The Ministry of Health plans to authorize the use of the doses reserved for the second inoculation as the first dose to accelerate the rate of vaccination, according to information from O’Globo. Furthermore, it has been stipulated that oxygen cylinders originally intended for industrial use may only be used for medical purposes.

Health experts suspect that the P.1 variant, first identified in the Amazon region and later spread through the city of Manaus, is behind the explosive development of this wave. The former Argentine Minister of Health Ginés González warned weeks ago of a catastrophe “if we do not manage to change the behavior of society.” In South America, the summer holidays have just ended, in which many took the opportunity to visit relatives and enjoy the beach.

Politicians under pressure

Meanwhile, the pressure on politicians grows. The acting governor of Rio de Janeiro imposed a ten-day quarantine on Friday: beaches, parks, museums and other leisure-time facilities have had to close. Ultra-conservative President Jair Bolsonaro continues to downplay the virus and oppose lockdowns for economic reasons. Many of his supporters follow his example.

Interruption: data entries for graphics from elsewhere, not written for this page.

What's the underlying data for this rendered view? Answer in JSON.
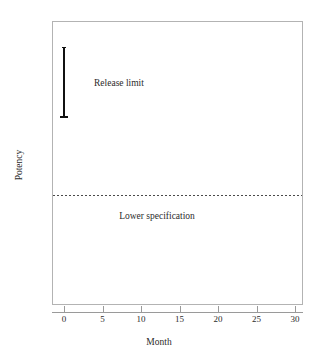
{
  "chart_data": {
    "type": "line",
    "title": "",
    "xlabel": "Month",
    "ylabel": "Potency",
    "xlim": [
      0,
      30
    ],
    "ylim": [
      0,
      1
    ],
    "grid": false,
    "legend": "none",
    "x_ticks": [
      {
        "value": 0,
        "label": "0"
      },
      {
        "value": 5,
        "label": "5"
      },
      {
        "value": 10,
        "label": "10"
      },
      {
        "value": 15,
        "label": "15"
      },
      {
        "value": 20,
        "label": "20"
      },
      {
        "value": 25,
        "label": "25"
      },
      {
        "value": 30,
        "label": "30"
      }
    ],
    "y_ticks": [],
    "series": [
      {
        "name": "Release limit",
        "type": "interval-bar",
        "x": 0,
        "y_low": 0.658,
        "y_high": 0.908,
        "color": "#111111",
        "annotation": "Release limit"
      },
      {
        "name": "Lower specification",
        "type": "horizontal-reference-line",
        "y": 0.387,
        "style": "dotted",
        "color": "#4a4a4a",
        "annotation": "Lower specification"
      }
    ],
    "annotations": [
      {
        "text": "Release limit",
        "x": 3.9,
        "y": 0.78
      },
      {
        "text": "Lower specification",
        "x": 15.9,
        "y": 0.31
      }
    ]
  },
  "figure": {
    "background": "#ffffff",
    "frame_color": "#b3b3b3",
    "axis_color": "#9a9a9a",
    "text_color": "#2b2b2b"
  },
  "labels": {
    "y_axis_title": "Potency",
    "x_axis_title": "Month",
    "release_limit": "Release limit",
    "lower_specification": "Lower specification"
  },
  "ticks": {
    "x": [
      "0",
      "5",
      "10",
      "15",
      "20",
      "25",
      "30"
    ]
  }
}
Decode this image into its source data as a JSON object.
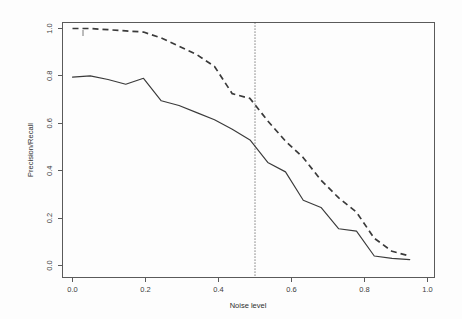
{
  "chart_data": {
    "type": "line",
    "title": "",
    "xlabel": "Noise level",
    "ylabel": "Precision/Recall",
    "xlim": [
      -0.04,
      1.04
    ],
    "ylim": [
      -0.04,
      1.04
    ],
    "grid": false,
    "legend": "none",
    "xticks": [
      "0.0",
      "0.2",
      "0.4",
      "0.6",
      "0.8",
      "1.0"
    ],
    "xtick_values": [
      0.0,
      0.2,
      0.4,
      0.6,
      0.8,
      1.0
    ],
    "yticks": [
      "0.0",
      "0.2",
      "0.4",
      "0.6",
      "0.8",
      "1.0"
    ],
    "ytick_values": [
      0.0,
      0.2,
      0.4,
      0.6,
      0.8,
      1.0
    ],
    "annotations": [
      {
        "name": "threshold-vline",
        "type": "vertical-dotted-line",
        "x": 0.5,
        "label": ""
      }
    ],
    "x": [
      0.0,
      0.05,
      0.1,
      0.15,
      0.2,
      0.25,
      0.3,
      0.35,
      0.4,
      0.45,
      0.5,
      0.55,
      0.6,
      0.65,
      0.7,
      0.75,
      0.8,
      0.85,
      0.9,
      0.95
    ],
    "series": [
      {
        "name": "Recall",
        "style": "dashed",
        "values": [
          1.0,
          1.0,
          0.995,
          0.99,
          0.985,
          0.96,
          0.925,
          0.89,
          0.84,
          0.725,
          0.705,
          0.61,
          0.525,
          0.455,
          0.36,
          0.285,
          0.225,
          0.115,
          0.06,
          0.04
        ]
      },
      {
        "name": "Precision",
        "style": "solid",
        "values": [
          0.795,
          0.8,
          0.785,
          0.765,
          0.79,
          0.695,
          0.675,
          0.645,
          0.615,
          0.575,
          0.53,
          0.435,
          0.395,
          0.275,
          0.245,
          0.155,
          0.145,
          0.04,
          0.03,
          0.025
        ]
      }
    ]
  },
  "axes": {
    "x_title": "Noise level",
    "y_title": "Precision/Recall"
  }
}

A few days ago, the president said: “This is turning into a war against the presidents. It seems as if people already only die of COVID.” As always, he spoke without a mask, surrounded by enthusiastic supporters in the presidential palace.

The management of the pandemic has also antagonized the president with the country’s economic elites. On Monday, 500 business leaders, former ministers and former Central Bank presidents wrote a letter urging him to do something urgently.

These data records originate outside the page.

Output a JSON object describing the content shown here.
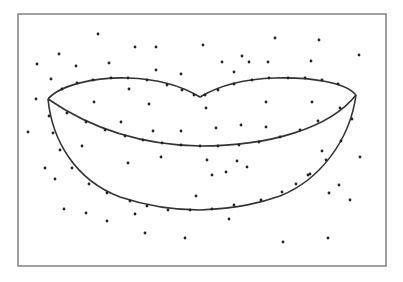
{
  "figure": {
    "frame": {
      "x": 18,
      "y": 14,
      "width": 368,
      "height": 252,
      "stroke": "#808080"
    },
    "curve_color": "#333333",
    "point_color": "#222222",
    "upper_lip_path": "M48,99 C60,85 95,77 128,78 C160,79 185,88 200,97 C215,88 240,79 275,78 C310,77 345,82 356,95",
    "middle_line_path": "M48,99 C90,128 140,145 200,146 C270,146 330,128 356,95",
    "lower_lip_path": "M48,99 C52,140 75,180 120,197 C150,207 175,210 200,210 C240,208 260,203 280,196 C320,180 350,140 356,95",
    "contour_points": [
      [
        62,
        89
      ],
      [
        77,
        83
      ],
      [
        93,
        80
      ],
      [
        111,
        78
      ],
      [
        128,
        78
      ],
      [
        147,
        80
      ],
      [
        167,
        85
      ],
      [
        182,
        90
      ],
      [
        194,
        95
      ],
      [
        205,
        95
      ],
      [
        218,
        90
      ],
      [
        234,
        84
      ],
      [
        252,
        80
      ],
      [
        269,
        78
      ],
      [
        288,
        78
      ],
      [
        305,
        78
      ],
      [
        322,
        80
      ],
      [
        338,
        84
      ],
      [
        67,
        113
      ],
      [
        86,
        122
      ],
      [
        105,
        130
      ],
      [
        125,
        136
      ],
      [
        143,
        140
      ],
      [
        162,
        143
      ],
      [
        181,
        145
      ],
      [
        200,
        146
      ],
      [
        218,
        146
      ],
      [
        239,
        145
      ],
      [
        259,
        142
      ],
      [
        280,
        137
      ],
      [
        300,
        130
      ],
      [
        318,
        121
      ],
      [
        340,
        108
      ],
      [
        49,
        116
      ],
      [
        53,
        133
      ],
      [
        60,
        150
      ],
      [
        72,
        168
      ],
      [
        89,
        184
      ],
      [
        107,
        193
      ],
      [
        130,
        201
      ],
      [
        147,
        206
      ],
      [
        168,
        210
      ],
      [
        190,
        210
      ],
      [
        212,
        209
      ],
      [
        234,
        205
      ],
      [
        261,
        200
      ],
      [
        282,
        192
      ],
      [
        296,
        184
      ],
      [
        310,
        174
      ],
      [
        326,
        160
      ],
      [
        341,
        141
      ],
      [
        352,
        119
      ]
    ],
    "scatter_points": [
      [
        98,
        34
      ],
      [
        135,
        47
      ],
      [
        156,
        47
      ],
      [
        59,
        54
      ],
      [
        37,
        64
      ],
      [
        76,
        66
      ],
      [
        109,
        63
      ],
      [
        156,
        70
      ],
      [
        275,
        38
      ],
      [
        319,
        40
      ],
      [
        203,
        45
      ],
      [
        242,
        56
      ],
      [
        249,
        62
      ],
      [
        268,
        62
      ],
      [
        311,
        61
      ],
      [
        359,
        55
      ],
      [
        222,
        62
      ],
      [
        181,
        74
      ],
      [
        234,
        72
      ],
      [
        51,
        79
      ],
      [
        129,
        89
      ],
      [
        36,
        99
      ],
      [
        94,
        102
      ],
      [
        149,
        104
      ],
      [
        206,
        108
      ],
      [
        266,
        102
      ],
      [
        312,
        102
      ],
      [
        121,
        122
      ],
      [
        181,
        131
      ],
      [
        216,
        128
      ],
      [
        241,
        125
      ],
      [
        28,
        132
      ],
      [
        153,
        131
      ],
      [
        266,
        127
      ],
      [
        322,
        151
      ],
      [
        82,
        146
      ],
      [
        161,
        157
      ],
      [
        207,
        160
      ],
      [
        360,
        157
      ],
      [
        45,
        168
      ],
      [
        128,
        163
      ],
      [
        55,
        179
      ],
      [
        237,
        161
      ],
      [
        212,
        175
      ],
      [
        247,
        167
      ],
      [
        308,
        175
      ],
      [
        339,
        185
      ],
      [
        350,
        200
      ],
      [
        329,
        193
      ],
      [
        196,
        196
      ],
      [
        226,
        172
      ],
      [
        64,
        209
      ],
      [
        86,
        213
      ],
      [
        107,
        221
      ],
      [
        135,
        214
      ],
      [
        145,
        233
      ],
      [
        185,
        238
      ],
      [
        229,
        219
      ],
      [
        283,
        242
      ],
      [
        328,
        238
      ]
    ]
  }
}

Support for Bolsonaro has dropped to 30%, while 44% of those surveyed consider his government to be bad or miserable, according to a survey by the Datafohla Institute. A week ago, the president changed his Health Minister again: Marcelo Quiroga is already the fourth to hold this portfolio since the pandemic began.

Chile, the exemplary student, is also beaten

For two weeks now, demonstrations against the government have been calling in Paraguay. The Ministry of Health made the advance payment of the vaccines through the Covax mechanism of the World Health Organization to an erroneous account, so for now it has been possible to immunize a small group with the doses that have arrived from the vaccine Russian, Sputnik V. The mistake cost the Health Minister his job, but the opposition did not succeed in removing Paraguayan President Mario Abdo Benítez in Parliament.

Even in Chile, one of the countries with the best vaccination rates in the world, infections have increased enormously. Nearly 4,000 infections were recorded over the weekend. In the southern region of Biobío, some patients had to wait up to 24 hours in the corridor to be treated in an emergency.

94.8% of intensive care beds in the country are occupied, according to a report from the Pontifical Catholic University and the University of Concepción. Chilean Health Minister Enrique Paris said that only 70% of beds are occupied with COVID-19 patients; the rest would be related to surgical interventions, such as tumor operations, which have accumulated since the beginning of the pandemic.

The authorities have imposed a quarantine in the worst hit regions and are considering increasing the health personnel. Five million people (of its 18.7 million inhabitants) have already been vaccinated in Chile.